Lecture 3: Grammars, Derivations, Parse Trees, Scanning, Introduction to Oz
Syntactiv Analysis of Programs
How are programs processed?
- The initial input is linearโit is a sequence of symbols from the alphabet of characters.
- A lexical analyzer (scanner, lexer, tokenizer) reads the sequence of characters and outputs a sequence of tokens.
- A parser reads a sequence of tokens and outputs a structured (typically non-linear) internal representation of the programโa syntax tree (parse tree).
- The syntax tree is further processed, e.g., by an interpreter or by a compiler.
We have seen some of these steps implemented in the mdc interpreter.
Program: if X == 1 then ...
Input: โiโ โfโ โ โ โXโ โ โ โ=โ โ=โ โ โ โ1โ โ โ โtโ โhโ โeโ โnโ ...
Lexemization: โifโ โXโ โ==โ โ1โ โthenโ ...
Tokenization: key(โifโ) var(โXโ) op(โ==โ) int(1) key(โthenโ) ...

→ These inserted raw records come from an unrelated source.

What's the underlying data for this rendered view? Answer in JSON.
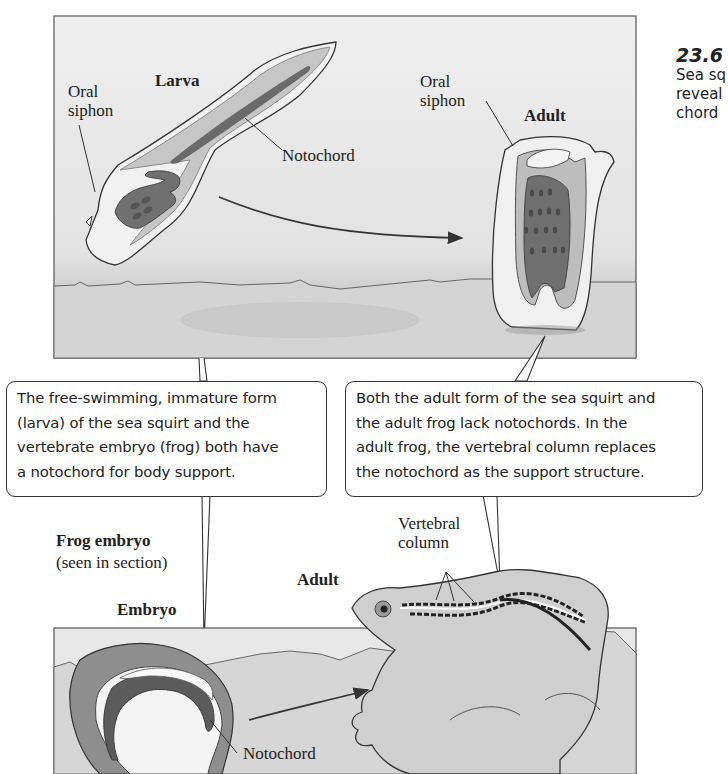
{
  "figure": {
    "number": "23.6",
    "caption_lines": [
      "Sea sq",
      "reveal",
      "chord"
    ]
  },
  "top_panel": {
    "larva": {
      "title": "Larva",
      "oral_siphon_label_lines": [
        "Oral",
        "siphon"
      ],
      "notochord_label": "Notochord"
    },
    "adult": {
      "title": "Adult",
      "oral_siphon_label_lines": [
        "Oral",
        "siphon"
      ]
    }
  },
  "callouts": [
    {
      "lines": [
        "The free-swimming, immature form",
        "(larva) of the sea squirt and the",
        "vertebrate embryo (frog) both have",
        "a notochord for body support."
      ]
    },
    {
      "lines": [
        "Both the adult form of the sea squirt and",
        "the adult frog lack notochords. In the",
        "adult frog, the vertebral column replaces",
        "the notochord as the support structure."
      ]
    }
  ],
  "bottom_panel": {
    "frog_embryo_title": "Frog embryo",
    "frog_embryo_subtitle": "(seen in section)",
    "embryo_label": "Embryo",
    "embryo_notochord_label": "Notochord",
    "adult_label": "Adult",
    "vertebral_column_label_lines": [
      "Vertebral",
      "column"
    ]
  },
  "colors": {
    "panel_bg": "#e9e9e9",
    "ground": "#d2d2d2",
    "dark_tissue": "#6e6e6e",
    "mid_tissue": "#b4b4b4",
    "outline": "#333333"
  }
}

Parsing: program(ifthenelse(eq(var(โXโ)
int(1))
...
...)
...)
Interpretation: execution according to language semantics
Compilation: code generation according to language semantics
Derivations
Following the recipe for using a grammar explained earlier, we can derive sentences in the language specified by a grammar in a sequence of steps.

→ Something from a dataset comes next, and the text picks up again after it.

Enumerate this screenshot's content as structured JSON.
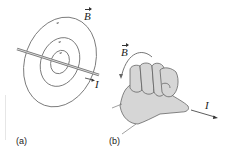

- In each step we transform one sentential form (a sequence of terminals and/or non-terminals) into another sentential form by replacing one non-terminal with the right-hand side of a matching rule.

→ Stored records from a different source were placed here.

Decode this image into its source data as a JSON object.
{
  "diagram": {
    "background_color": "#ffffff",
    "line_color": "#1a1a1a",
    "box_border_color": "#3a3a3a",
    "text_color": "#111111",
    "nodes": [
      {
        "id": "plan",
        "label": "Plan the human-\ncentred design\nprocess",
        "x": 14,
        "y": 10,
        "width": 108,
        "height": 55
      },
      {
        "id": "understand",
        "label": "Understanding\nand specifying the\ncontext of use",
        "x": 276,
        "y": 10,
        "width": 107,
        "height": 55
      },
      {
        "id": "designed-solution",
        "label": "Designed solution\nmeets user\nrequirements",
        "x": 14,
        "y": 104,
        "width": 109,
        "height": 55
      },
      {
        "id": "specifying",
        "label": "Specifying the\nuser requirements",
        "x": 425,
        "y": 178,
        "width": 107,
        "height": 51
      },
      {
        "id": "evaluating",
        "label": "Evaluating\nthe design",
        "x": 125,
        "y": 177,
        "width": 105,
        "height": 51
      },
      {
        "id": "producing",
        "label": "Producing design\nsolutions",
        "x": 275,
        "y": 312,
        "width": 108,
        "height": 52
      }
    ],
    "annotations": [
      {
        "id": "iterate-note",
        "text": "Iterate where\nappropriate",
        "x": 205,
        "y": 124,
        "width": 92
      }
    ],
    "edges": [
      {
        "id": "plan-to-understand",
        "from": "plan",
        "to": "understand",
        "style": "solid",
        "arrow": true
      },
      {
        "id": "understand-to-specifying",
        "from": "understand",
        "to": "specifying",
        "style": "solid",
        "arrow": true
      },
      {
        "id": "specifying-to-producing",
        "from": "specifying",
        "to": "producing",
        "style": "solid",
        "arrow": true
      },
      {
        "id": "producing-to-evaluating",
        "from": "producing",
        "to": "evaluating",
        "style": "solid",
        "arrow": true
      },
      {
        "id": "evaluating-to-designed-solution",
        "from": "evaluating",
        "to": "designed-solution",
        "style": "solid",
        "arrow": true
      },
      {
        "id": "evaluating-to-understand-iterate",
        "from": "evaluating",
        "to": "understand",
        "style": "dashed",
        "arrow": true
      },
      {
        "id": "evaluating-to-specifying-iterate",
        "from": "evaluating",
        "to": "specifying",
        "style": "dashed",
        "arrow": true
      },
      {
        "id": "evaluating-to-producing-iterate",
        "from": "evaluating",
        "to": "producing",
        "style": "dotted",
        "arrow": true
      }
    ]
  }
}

- The first sentential form is the start variable vs alone.
- The last sentential form is a valid sentence, composed only of terminals.
Rightmost and leftmost derivations
A derivation is a sequence of sentential forms beginning with a single nonterminal and ending with a (valid) sequence of terminals.
- A derivation such that in each step it is the leftmost non-terminal that is replaced is called a โleftmost derivationโ.
- A derivation such that in each step it is the rightmost non-terminal that is replaced is called a โrightmost derivationโ.
- There can be derivations that are neither leftmost nor rightmost.
Syntax Trees
A parse tree (a syntax tree) is a structured representation of a program.
- Parse trees are generated in the process of parsing programs.
- A parser is a function (a program) that takes as input a sequence of tokens and returns a nested data structure corresponding to a parse tree.
The data structure returned by the parser is an internal (intermediate) representation of the program. A parse tree can be used to:
- interpret the program (in interpreted languages);
- generate target code (in compiled languages);
- optimize the intermediate code (in both interpreted and compiled languages);
- analyze the intermediate code, e.g., perform static analysis or compute code metrics (in both interpreted and compiled languages).
Ambiguity
A grammar is ambiguous if a sentence can be parsed in more than one way the program has more than one parse tree.